The three illustrative cases of how videos are being used in research projects offer prototypes of the relationship between researcher and video that some researchers may find relevant to their research goals. Recognition of the co-determining relationship between researcher and video, and awareness of the metaphors that may characterise the roles of the video material in a research study, make clear that variations in the researcher’s role find their echo in differences in the status of the video material as data. This relationship of reciprocal dependence between the role of the researcher and the ontological status of the video material must be taken into account during the process of research design. In short, changing the status of the video material in a research study (e.g., between documented reality and constructed representation) changes the role that the researcher plays, and vice versa.

We argue that researchers, when designing a research study employing video, need to make conscious decisions regarding the role that they themselves play and that of the associated video material. Each such decision needs to attend to considerations such as the research question(s), the phenomenon of interest, and the intended generalisability of the findings. This chapter illustrates the different roles that video material can play within a study. Before deciding to employ video as a research tool in classroom research, researchers can ask the following question: Are we going to treat what is captured in the video as a representation of classroom reality, a representation of a contrived classroom situation, or a form of stimulus intended to elicit further data?

The researcher’s answer to this question will determine whether the researcher decides to exert influence on the research setting, which will in turn affect how the research findings can be reported. Careful ontological examination is needed before claims and recommendations can be made about particular classroom practices. Such ontological examination places limits on the generalisability of findings drawn from video data.
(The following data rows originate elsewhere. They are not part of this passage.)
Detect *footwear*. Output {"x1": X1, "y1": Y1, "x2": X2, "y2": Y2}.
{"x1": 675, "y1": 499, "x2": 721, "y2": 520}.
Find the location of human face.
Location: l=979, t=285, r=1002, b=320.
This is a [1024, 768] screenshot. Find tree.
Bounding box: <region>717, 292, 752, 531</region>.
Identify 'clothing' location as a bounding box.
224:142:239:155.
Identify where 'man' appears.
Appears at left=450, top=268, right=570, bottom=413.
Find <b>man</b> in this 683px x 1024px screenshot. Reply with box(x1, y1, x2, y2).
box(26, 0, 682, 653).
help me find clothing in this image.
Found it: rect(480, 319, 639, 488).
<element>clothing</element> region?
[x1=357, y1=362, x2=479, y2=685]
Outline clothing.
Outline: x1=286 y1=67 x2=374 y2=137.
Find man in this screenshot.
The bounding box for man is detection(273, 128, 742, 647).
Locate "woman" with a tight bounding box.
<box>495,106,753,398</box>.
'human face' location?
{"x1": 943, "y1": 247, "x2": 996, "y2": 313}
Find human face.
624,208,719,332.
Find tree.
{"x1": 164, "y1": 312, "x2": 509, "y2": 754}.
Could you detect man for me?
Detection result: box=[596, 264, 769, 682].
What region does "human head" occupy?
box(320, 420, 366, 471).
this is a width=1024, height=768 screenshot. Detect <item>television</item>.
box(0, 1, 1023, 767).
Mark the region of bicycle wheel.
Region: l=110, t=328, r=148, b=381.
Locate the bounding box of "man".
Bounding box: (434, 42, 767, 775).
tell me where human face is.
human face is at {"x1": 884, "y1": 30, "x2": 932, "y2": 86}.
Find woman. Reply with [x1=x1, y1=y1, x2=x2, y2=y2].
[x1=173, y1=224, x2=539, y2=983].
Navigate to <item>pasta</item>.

We also hope that readers of research (whether researchers, practitioners, policy makers, or other stakeholders) will be led to ask themselves which metaphor is being employed in the study reported or being read, and what are the implications for the readers’ interpretation of the study findings and their application of those findings to settings of significance to them. As raised by Clarke and Chan (2019), it is not our intention to privilege one metaphorical alternative over another. Each metaphor has its domain of applicability consistent with the research design for which it has been recruited. There is a need to acknowledge such recruitment as the consequence of a choice by the researcher. The complicity of readers in interpreting research reports also must be acknowledged. Through this chapter, we hope to make different ontological contingencies visible in order to inform the practice, reporting, and interpretation of video-based research in education.